As of Friday, 2,651 Pennsylvania residents carried a Florida permit, said
Terry McElroy, spokesman for the Florida Department of Agriculture and Consumer
Services, the agency that issues gun permits.
"We had to write a program but we did it," he said.
The Daily News was previously told by the bureau chief of the
department's Division of Licensing that the numbers were unknown or untraceable
because the state didn't keep track.
Philadelphia police said that even they were unable to get the numbers and
were told that they would have to subpoena Florida to obtain them.
But, after the article and subsequent requests from other news outlets, the
state developed a tracking program, McElroy said.

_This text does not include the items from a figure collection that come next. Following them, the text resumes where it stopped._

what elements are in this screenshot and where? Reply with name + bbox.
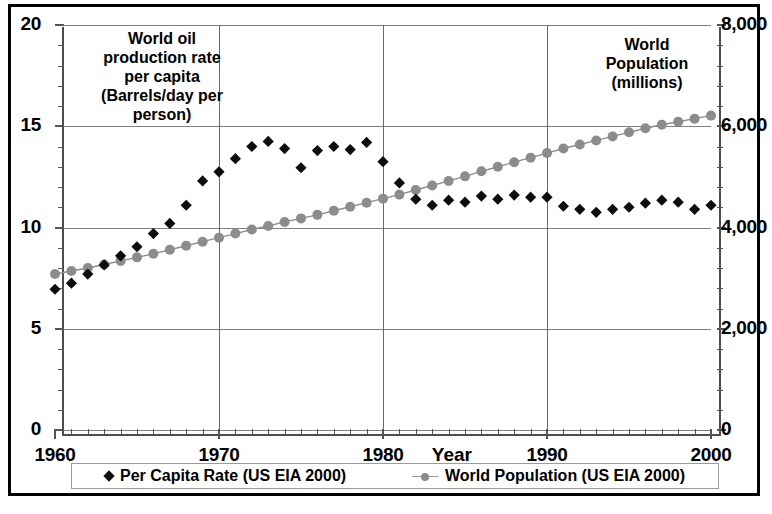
population-point — [526, 153, 536, 163]
per-capita-point — [607, 204, 618, 215]
legend-label-world-population: World Population (US EIA 2000) — [445, 467, 685, 485]
population-point — [296, 213, 306, 223]
per-capita-point — [656, 195, 667, 206]
circle-line-marker-icon — [412, 472, 438, 481]
population-point — [312, 210, 322, 220]
per-capita-point — [312, 145, 323, 156]
per-capita-point — [279, 143, 290, 154]
per-capita-point — [49, 284, 60, 295]
per-capita-point — [459, 197, 470, 208]
per-capita-point — [689, 204, 700, 215]
population-point — [460, 171, 470, 181]
per-capita-point — [525, 192, 536, 203]
population-point — [181, 241, 191, 251]
per-capita-point — [181, 200, 192, 211]
per-capita-point — [705, 200, 716, 211]
population-point — [132, 252, 142, 262]
population-point — [657, 120, 667, 130]
per-capita-point — [230, 153, 241, 164]
chart-plot-series — [11, 7, 763, 499]
chart-outer-frame: 05101520 02,0004,0006,0008,000 196019701… — [8, 4, 760, 496]
per-capita-point — [164, 218, 175, 229]
per-capita-point — [558, 201, 569, 212]
per-capita-point — [345, 144, 356, 155]
per-capita-point — [131, 241, 142, 252]
population-point — [608, 131, 618, 141]
population-point — [575, 139, 585, 149]
population-point — [444, 176, 454, 186]
per-capita-point — [377, 156, 388, 167]
per-capita-point — [213, 166, 224, 177]
per-capita-point — [263, 136, 274, 147]
population-point — [509, 157, 519, 167]
population-point — [247, 225, 257, 235]
population-point — [690, 114, 700, 124]
diamond-marker-icon — [103, 470, 114, 481]
per-capita-point — [476, 191, 487, 202]
population-point — [542, 148, 552, 158]
per-capita-point — [623, 202, 634, 213]
per-capita-point — [427, 200, 438, 211]
population-point — [411, 185, 421, 195]
legend-label-per-capita: Per Capita Rate (US EIA 2000) — [120, 467, 346, 485]
population-point — [66, 266, 76, 276]
population-point — [50, 269, 60, 279]
population-point — [624, 127, 634, 137]
per-capita-point — [410, 194, 421, 205]
population-point — [476, 166, 486, 176]
per-capita-point — [640, 198, 651, 209]
population-point — [706, 111, 716, 121]
population-point — [640, 123, 650, 133]
per-capita-point — [591, 207, 602, 218]
population-point — [214, 233, 224, 243]
chart-legend: Per Capita Rate (US EIA 2000) World Popu… — [71, 463, 719, 489]
per-capita-point — [148, 228, 159, 239]
population-point — [362, 198, 372, 208]
per-capita-point — [99, 259, 110, 270]
population-point — [263, 221, 273, 231]
population-point — [148, 249, 158, 259]
legend-item-world-population[interactable]: World Population (US EIA 2000) — [412, 467, 685, 485]
population-point — [493, 162, 503, 172]
population-point — [673, 117, 683, 127]
population-point — [329, 206, 339, 216]
per-capita-point — [328, 141, 339, 152]
per-capita-point — [394, 177, 405, 188]
population-point — [378, 194, 388, 204]
population-point — [230, 229, 240, 239]
population-point — [345, 202, 355, 212]
population-point — [165, 245, 175, 255]
per-capita-point — [492, 194, 503, 205]
per-capita-point — [673, 197, 684, 208]
per-capita-point — [509, 190, 520, 201]
per-capita-point — [66, 278, 77, 289]
population-point — [394, 190, 404, 200]
chart-figure: 05101520 02,0004,0006,0008,000 196019701… — [0, 0, 772, 514]
population-point — [558, 144, 568, 154]
per-capita-point — [574, 204, 585, 215]
population-point — [280, 217, 290, 227]
per-capita-point — [197, 175, 208, 186]
population-point — [591, 135, 601, 145]
per-capita-point — [443, 195, 454, 206]
per-capita-point — [246, 141, 257, 152]
per-capita-point — [295, 162, 306, 173]
per-capita-point — [541, 192, 552, 203]
per-capita-point — [361, 137, 372, 148]
population-point — [198, 237, 208, 247]
legend-item-per-capita[interactable]: Per Capita Rate (US EIA 2000) — [105, 467, 346, 485]
population-point — [427, 180, 437, 190]
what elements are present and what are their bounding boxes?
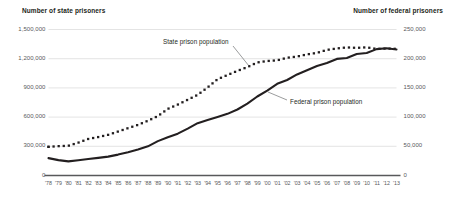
annotation-state-prison-population: State prison population: [163, 38, 229, 45]
annotation-federal-prison-population: Federal prison population: [290, 98, 362, 105]
right-tick-label: 250,000: [404, 26, 426, 32]
left-tick-label: 1,200,000: [18, 55, 45, 61]
x-tick-label: '13: [389, 180, 405, 186]
chart-container: Number of state prisoners Number of fede…: [0, 0, 451, 205]
left-tick-label: 600,000: [23, 113, 45, 119]
right-tick-label: 50,000: [404, 142, 423, 148]
right-tick-label: 200,000: [404, 55, 426, 61]
right-tick-label: 150,000: [404, 84, 426, 90]
left-tick-label: 900,000: [23, 84, 45, 90]
left-tick-label: 300,000: [23, 142, 45, 148]
right-tick-label: 0: [404, 172, 407, 178]
chart-plot-area: [0, 0, 451, 205]
right-tick-label: 100,000: [404, 113, 426, 119]
left-tick-label: 1,500,000: [18, 26, 45, 32]
left-tick-label: 0: [42, 172, 45, 178]
annotation-leader-lines: [233, 46, 287, 100]
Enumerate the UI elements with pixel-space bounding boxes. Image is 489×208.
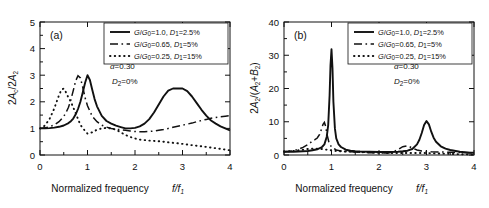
- svg-text:0: 0: [30, 150, 35, 161]
- legend-b-entry-2: G/G0=0.25, D1=15%: [378, 52, 446, 62]
- svg-text:1: 1: [329, 161, 334, 172]
- panel-a-label: (a): [50, 29, 63, 41]
- panel-b-x-ticklabels: 0 1 2 3 4: [281, 161, 476, 172]
- panel-a-ylabel: 2Ac/2A2: [7, 71, 19, 105]
- legend-a-entry-2: G/G0=0.25, D1=15%: [134, 52, 202, 62]
- legend-b-entry-1: G/G0=0.65, D1=5%: [378, 40, 442, 50]
- panel-b-legend: G/G0=1.0, D1=2.5% G/G0=0.65, D1=5% G/G0=…: [348, 23, 472, 64]
- svg-text:f/f1: f/f1: [416, 183, 428, 195]
- svg-text:10: 10: [268, 116, 279, 127]
- legend-b-entry-0: G/G0=1.0, D1=2.5%: [378, 28, 444, 38]
- panel-b-xlabel: Normalized frequency f/f1: [295, 183, 428, 195]
- panel-a: 0 1 2 3 4 5 0 1 2 3 4 (a) 2Ac/2A2: [0, 0, 244, 208]
- svg-text:1: 1: [85, 161, 90, 172]
- svg-text:0: 0: [274, 150, 279, 161]
- svg-text:D2=0%: D2=0%: [394, 77, 420, 87]
- svg-text:Normalized frequency: Normalized frequency: [51, 183, 148, 194]
- svg-text:4: 4: [30, 43, 35, 54]
- svg-text:3: 3: [180, 161, 185, 172]
- panel-b: 0 10 20 30 40 0 1 2 3 4 (b) 2A2/(A2+B2) …: [244, 0, 488, 208]
- svg-text:2A2/(A2+B2): 2A2/(A2+B2): [249, 62, 261, 113]
- svg-text:1: 1: [30, 123, 35, 134]
- legend-a-entry-1: G/G0=0.65, D1=5%: [134, 40, 198, 50]
- svg-text:4: 4: [471, 161, 476, 172]
- panel-b-ylabel: 2A2/(A2+B2): [249, 62, 261, 113]
- panel-a-svg: 0 1 2 3 4 5 0 1 2 3 4 (a) 2Ac/2A2: [0, 0, 244, 208]
- panel-a-y-ticklabels: 0 1 2 3 4 5: [30, 17, 35, 161]
- svg-text:2Ac/2A2: 2Ac/2A2: [7, 71, 19, 105]
- svg-text:2: 2: [132, 161, 137, 172]
- figure-container: 0 1 2 3 4 5 0 1 2 3 4 (a) 2Ac/2A2: [0, 0, 489, 208]
- svg-text:4: 4: [227, 161, 232, 172]
- panel-a-xlabel: Normalized frequency f/f1: [51, 183, 184, 195]
- svg-text:0: 0: [281, 161, 286, 172]
- svg-text:2: 2: [30, 96, 35, 107]
- svg-text:0: 0: [37, 161, 42, 172]
- svg-text:2: 2: [376, 161, 381, 172]
- panel-a-legend: G/G0=1.0, D1=2.5% G/G0=0.65, D1=5% G/G0=…: [104, 23, 228, 64]
- svg-text:D2=0%: D2=0%: [112, 77, 138, 87]
- panel-b-label: (b): [294, 29, 307, 41]
- svg-text:40: 40: [268, 17, 279, 28]
- legend-a-entry-0: G/G0=1.0, D1=2.5%: [134, 28, 200, 38]
- svg-text:5: 5: [30, 17, 35, 28]
- panel-b-svg: 0 10 20 30 40 0 1 2 3 4 (b) 2A2/(A2+B2) …: [244, 0, 488, 208]
- svg-text:30: 30: [268, 50, 279, 61]
- panel-a-x-ticklabels: 0 1 2 3 4: [37, 161, 232, 172]
- panel-b-y-ticklabels: 0 10 20 30 40: [268, 17, 279, 161]
- svg-text:Normalized frequency: Normalized frequency: [295, 183, 392, 194]
- svg-text:20: 20: [268, 83, 279, 94]
- svg-text:3: 3: [424, 161, 429, 172]
- svg-text:3: 3: [30, 70, 35, 81]
- svg-text:f/f1: f/f1: [172, 183, 184, 195]
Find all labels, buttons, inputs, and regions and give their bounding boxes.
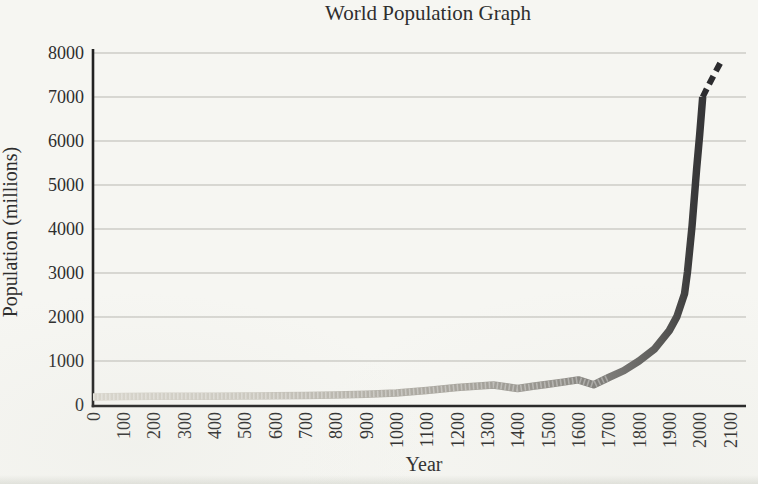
x-tick-label: 600 [266,412,286,439]
x-tick-label: 300 [175,412,195,439]
y-tick-label: 3000 [48,263,84,283]
x-tick-label: 1600 [569,412,589,448]
y-tick-label: 2000 [48,307,84,327]
y-axis-title: Population (millions) [0,147,22,318]
y-axis-tick-labels: 010002000300040005000600070008000 [48,43,84,415]
x-tick-label: 100 [114,412,134,439]
x-tick-label: 200 [144,412,164,439]
y-tick-label: 6000 [48,131,84,151]
x-tick-label: 1700 [599,412,619,448]
x-tick-label: 700 [296,412,316,439]
x-tick-label: 1300 [478,412,498,448]
gridlines [93,53,746,361]
x-tick-label: 1200 [448,412,468,448]
y-tick-label: 0 [75,395,84,415]
y-tick-label: 7000 [48,87,84,107]
x-tick-label: 1900 [660,412,680,448]
y-tick-label: 5000 [48,175,84,195]
chart-title: World Population Graph [325,1,531,25]
x-tick-label: 2100 [721,412,741,448]
x-tick-label: 500 [235,412,255,439]
x-tick-label: 1400 [508,412,528,448]
x-tick-label: 2000 [690,412,710,448]
population-projection-line [703,62,721,97]
world-population-chart: 010002000300040005000600070008000 010020… [0,0,758,484]
x-axis-tick-labels: 0100200300400500600700800900100011001200… [84,412,741,448]
x-tick-label: 800 [326,412,346,439]
x-axis-title: Year [406,453,443,475]
x-tick-label: 1800 [630,412,650,448]
x-tick-label: 0 [84,412,104,421]
x-tick-label: 1100 [417,412,437,447]
x-tick-label: 1500 [539,412,559,448]
y-tick-label: 8000 [48,43,84,63]
y-tick-label: 1000 [48,351,84,371]
y-tick-label: 4000 [48,219,84,239]
x-tick-label: 400 [205,412,225,439]
population-line [93,97,703,397]
x-tick-label: 900 [357,412,377,439]
scanned-chart-page: 010002000300040005000600070008000 010020… [0,0,758,484]
x-tick-label: 1000 [387,412,407,448]
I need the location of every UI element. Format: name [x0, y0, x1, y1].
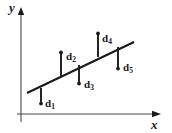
residual-point-d2 [59, 51, 63, 55]
residual-label-d5: d5 [123, 62, 133, 73]
residual-label-d2: d2 [66, 51, 76, 62]
residual-point-d3 [77, 82, 81, 86]
figure-canvas [0, 0, 172, 133]
residual-label-d1: d1 [45, 98, 55, 109]
residual-point-d5 [116, 67, 120, 71]
residual-label-d4: d4 [102, 33, 112, 44]
residual-label-d3: d3 [84, 79, 94, 90]
y-axis-label: y [9, 1, 15, 14]
x-axis-label: x [151, 118, 158, 131]
residual-point-d1 [39, 102, 43, 106]
residual-diagram-figure: y x d1 d2 d3 d4 d5 [0, 0, 172, 133]
figure-background [0, 0, 172, 133]
residual-point-d4 [96, 32, 100, 36]
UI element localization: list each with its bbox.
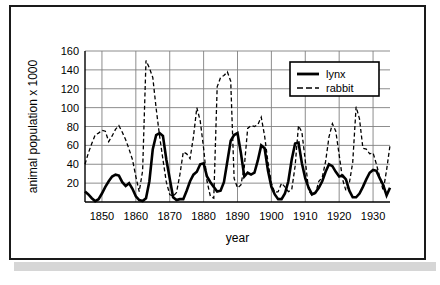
y-axis-tick-label: 20 [67,177,79,189]
figure-drop-shadow [14,262,436,271]
y-axis-title: animal population x 1000 [26,59,40,193]
y-axis-tick-label: 40 [67,158,79,170]
y-axis-tick-label: 140 [61,64,79,76]
x-axis-tick-label: 1850 [90,210,114,222]
figure-root: 2040608010012014016018501860187018801890… [0,0,440,285]
x-axis-tick-label: 1900 [259,210,283,222]
legend-label-lynx: lynx [326,68,346,80]
x-axis-tick-label: 1910 [293,210,317,222]
y-axis-tick-label: 60 [67,139,79,151]
y-axis-tick-label: 120 [61,83,79,95]
y-axis-tick-label: 160 [61,45,79,57]
x-axis-tick-label: 1930 [361,210,385,222]
population-chart: 2040608010012014016018501860187018801890… [9,5,426,260]
x-axis-tick-label: 1860 [124,210,148,222]
y-axis-tick-label: 80 [67,121,79,133]
x-axis-tick-label: 1920 [327,210,351,222]
y-axis-tick-label: 100 [61,102,79,114]
x-axis-title: year [226,231,249,245]
x-axis-tick-label: 1890 [225,210,249,222]
x-axis-tick-label: 1870 [157,210,181,222]
legend-label-rabbit: rabbit [326,82,354,94]
x-axis-tick-label: 1880 [191,210,215,222]
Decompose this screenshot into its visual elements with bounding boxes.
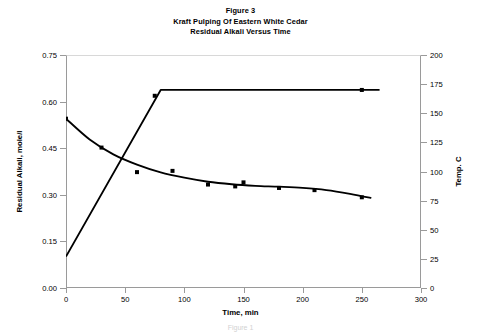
y-right-tick: [421, 142, 427, 143]
data-point-marker: [360, 88, 364, 92]
x-tick: [66, 288, 67, 293]
x-tick-label: 100: [178, 295, 191, 304]
y-right-tick-label: 175: [430, 80, 443, 89]
y-right-tick-label: 50: [430, 225, 438, 234]
plot-area: 0.000.150.300.450.600.750255075100125150…: [66, 55, 421, 288]
x-tick: [421, 288, 422, 293]
y-right-tick: [421, 230, 427, 231]
data-point-marker: [242, 180, 246, 184]
title-line-3: Residual Alkali Versus Time: [0, 27, 481, 38]
y-right-tick: [421, 84, 427, 85]
chart-title-block: Figure 3 Kraft Pulping Of Eastern White …: [0, 6, 481, 38]
x-axis-title: Time, min: [0, 308, 481, 317]
data-series-layer: [66, 55, 421, 288]
y-left-tick-label: 0.45: [42, 144, 57, 153]
y-axis-right-title: Temp. C: [452, 55, 464, 288]
y-right-tick: [421, 201, 427, 202]
y-right-tick-label: 25: [430, 254, 438, 263]
y-left-tick-label: 0.00: [42, 284, 57, 293]
series-line-1: [66, 90, 380, 257]
y-left-tick: [60, 241, 66, 242]
x-tick: [184, 288, 185, 293]
x-tick-label: 0: [64, 295, 68, 304]
y-left-tick-label: 0.15: [42, 237, 57, 246]
x-tick: [303, 288, 304, 293]
y-right-tick-label: 200: [430, 51, 443, 60]
x-tick-label: 200: [296, 295, 309, 304]
y-right-tick-label: 0: [430, 284, 434, 293]
x-tick-label: 300: [415, 295, 428, 304]
data-point-marker: [360, 195, 364, 199]
data-point-marker: [313, 188, 317, 192]
data-point-marker: [153, 94, 157, 98]
y-right-tick-label: 125: [430, 138, 443, 147]
y-right-tick-label: 150: [430, 109, 443, 118]
y-right-tick: [421, 113, 427, 114]
y-left-tick: [60, 195, 66, 196]
title-line-1: Figure 3: [0, 6, 481, 17]
y-left-tick-label: 0.60: [42, 97, 57, 106]
data-point-marker: [206, 183, 210, 187]
x-tick: [362, 288, 363, 293]
y-right-tick: [421, 55, 427, 56]
y-axis-left-title: Residual Alkali, mole/l: [13, 55, 25, 288]
y-right-tick-label: 100: [430, 167, 443, 176]
y-right-tick: [421, 259, 427, 260]
x-tick-label: 250: [355, 295, 368, 304]
y-left-tick-label: 0.30: [42, 190, 57, 199]
y-left-tick-label: 0.75: [42, 51, 57, 60]
y-right-tick-label: 75: [430, 196, 438, 205]
data-point-marker: [135, 170, 139, 174]
data-point-marker: [66, 117, 68, 121]
data-point-marker: [233, 184, 237, 188]
footer-partial-text: Figure 1: [0, 324, 481, 331]
y-left-tick: [60, 148, 66, 149]
x-tick: [125, 288, 126, 293]
data-point-marker: [171, 169, 175, 173]
series-line-0: [66, 119, 371, 198]
x-tick-label: 150: [237, 295, 250, 304]
x-tick-label: 50: [121, 295, 129, 304]
figure-canvas: Figure 3 Kraft Pulping Of Eastern White …: [0, 0, 481, 332]
y-right-tick: [421, 172, 427, 173]
x-tick: [244, 288, 245, 293]
y-left-tick: [60, 55, 66, 56]
y-left-tick: [60, 102, 66, 103]
data-point-marker: [100, 146, 104, 150]
data-point-marker: [277, 186, 281, 190]
title-line-2: Kraft Pulping Of Eastern White Cedar: [0, 17, 481, 28]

Under both states' reciprocity laws, any Pennsylvania resident with a permit
to carry a concealed weapon does not need a permit to carry a concealed weapon
in Florida.
But, in what Philadelphia police and prosecutors deem a "loophole" in the
reciprocity law, Pennsylvania residents who were denied a permit or had theirs
revoked are allowed to get one from Florida - through the mail - which then must
be honored here.
Philadelphia District Attorney Seth Williams and Gun Permit Unit commander
Lt. Lisa King spoke out against the loophole and said that Florida's standards
for granting concealed carry permits are far more lax than Philadelphia's.
But Pennsylvania gun-rights advocates said that Philadelphia's standards for
granting permits are far more restrictive than anywhere else in the state and
thus they are forced to go elsewhere, like Florida, to legally carry here.
"Pennsylvania feels our [Florida's] standards are as rigorous as their own
but Philadelphia apparently has a different standard than the rest of the
state," McElroy said. "Our legislation allows us to deal with states, not
municipalities. That's what the law dictates."
Overall, Florida has issued 70,228 nonresident permits.
But McElroy said that he has no idea where Pennsylvania ranks compared to
other states in the number of nonresident permits that have been issued.
"We would have to run a program for each state," he said.